From: Philip Sargent (Gmail) [mailto:philip.sargent@gmail.com] Sent: 19 April 2020 01:28 To: expo-tech@lists.wookware.org Subject: vague thoughts about future troggle architecture
At our last virtual pub Sam confirmed that using today's tools to re-partition troggle with all the user interface in the user's browser would be utterly horrible using current tools (javascript frameworks: react, angular etc.).
These frameworks get out of date in couple of years or so. So they don't give us the decade-long stability we need to match available maintenance effort.
A web API to expose the troggle database (read-only) would allow some keen person to write a special-purpose app on a phone, e.g. an entrance-locator app, talking directly to the database. But replacing the whole user interface does not seem feasible yet.
It did occur to me that we are missing a trick: 99+% of the database doesn't change except for survey data updates which, apart from during expo, happen only every week or so.

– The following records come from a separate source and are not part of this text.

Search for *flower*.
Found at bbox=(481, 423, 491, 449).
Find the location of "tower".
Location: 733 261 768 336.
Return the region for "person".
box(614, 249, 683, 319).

And the database is only 10 MB so is entirely feasible to copy absolutely everything into the browser except for scanned images and photos.

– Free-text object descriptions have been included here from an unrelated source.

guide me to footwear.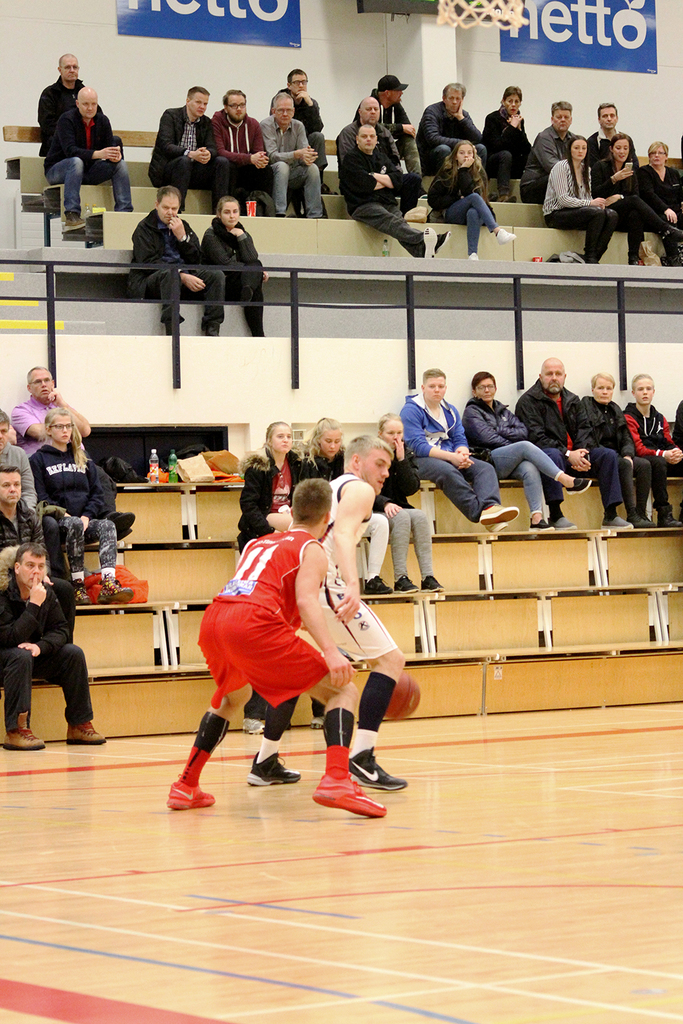
Guidance: locate(557, 514, 577, 528).
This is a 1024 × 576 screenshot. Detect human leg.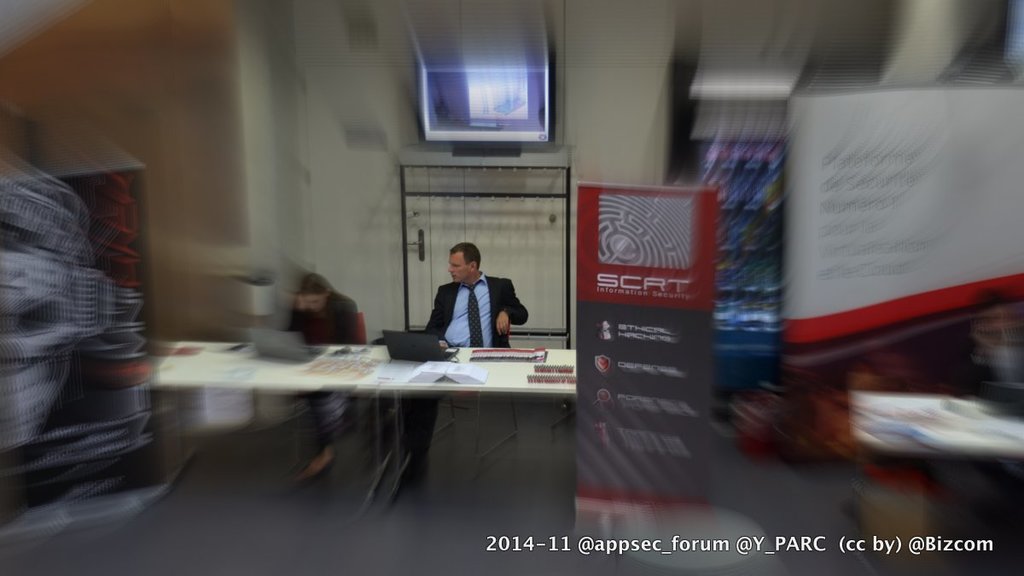
crop(402, 396, 440, 492).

So we could partition troggle so that all the user display bits run in the
browser (or a progressive web app) using a python interpreter running in
javascript. [yeah, expofiles would need some subset labelled as needing to
be forcibly downloaded, but the rest coming only on demand.] Some django
enthusiast must have done this already surely ? Ah yes, Brython.
github.com/brython-dev/brython
www.brython.info
Which is fun, but not useful. And not just because it is immature. None of this addresses our biggest problem: devising something that can be maintained by fewer, less-expert people who can only devote short snippets of time and not long-duration immersion.

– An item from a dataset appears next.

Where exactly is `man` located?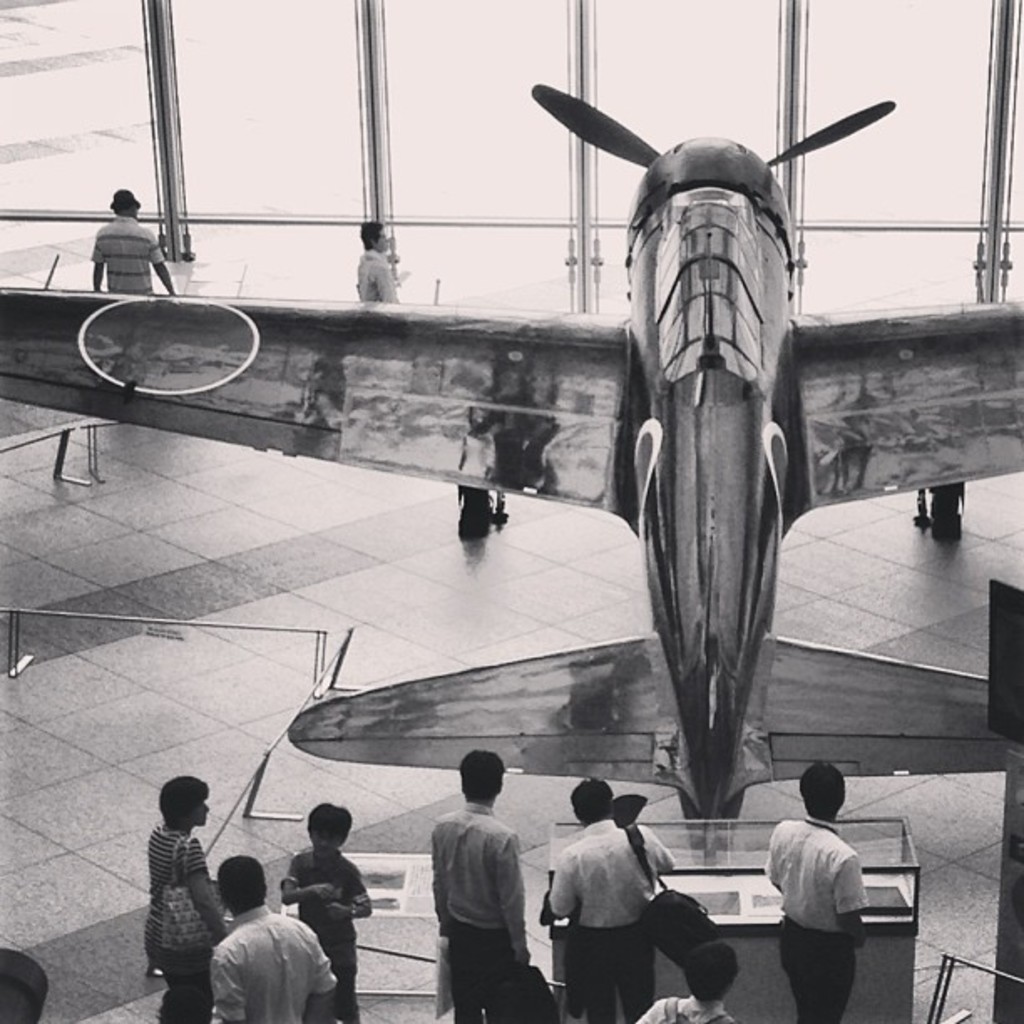
Its bounding box is x1=351, y1=221, x2=395, y2=310.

I know Wookey has been thinking of a loose federation of independent scripts working on the same data, but the more I look at troggle and the tasks it does the less I feel that would work. At the core there is a common data model that everything must understand - and the only unambiguous way of presenting that data model is working code, e.g. see Troggle architecture and click on the image to see a bigger copy. [It is out of date - if someone can quickly generate an update that would be nice. It's on my to-do list..] Much of what wallets.py does (originally by Martin Green) is in troggle already - but better. [There is a many:many relationship between svx files and wallet directories in reality, not 1:1]
Another possibility is ripping django out of troggle and leaving bare python plus a SQL database. This means that programmers would need to understand more SQL but would not need to understand "django". Arguably this could mean that we could gain.
Writing our own multi-user code would not be sensible, hence the database. But we could move to a read-only system where the only writing happens on data-import. Then we could use python 'pickle()' or 'json()' read-only data structures, but we would need to create all our own indexing and cross-referencing code.
There would be more lower-level code, but the different segments of the system could be in caving-sensible modules not django-meaningful modules. And we would not have all the extra language-like constructs that django introduces e.g. X.objects.set_all(), which modern editors complain about because it is a django idiom and not a function within the python codebase. (We could retain an HTML templating engine though.)
There is a templating engine Nunjucks which is a port to JavaScript of the Django templating system we use (via Jinja - these are the same people who do Flask). This would be an obvious thing to use if we needed to go in that direction.
Several organisations have moved their user-interface layer to the browser using Nunjucks including the NHS digital service and Firefox.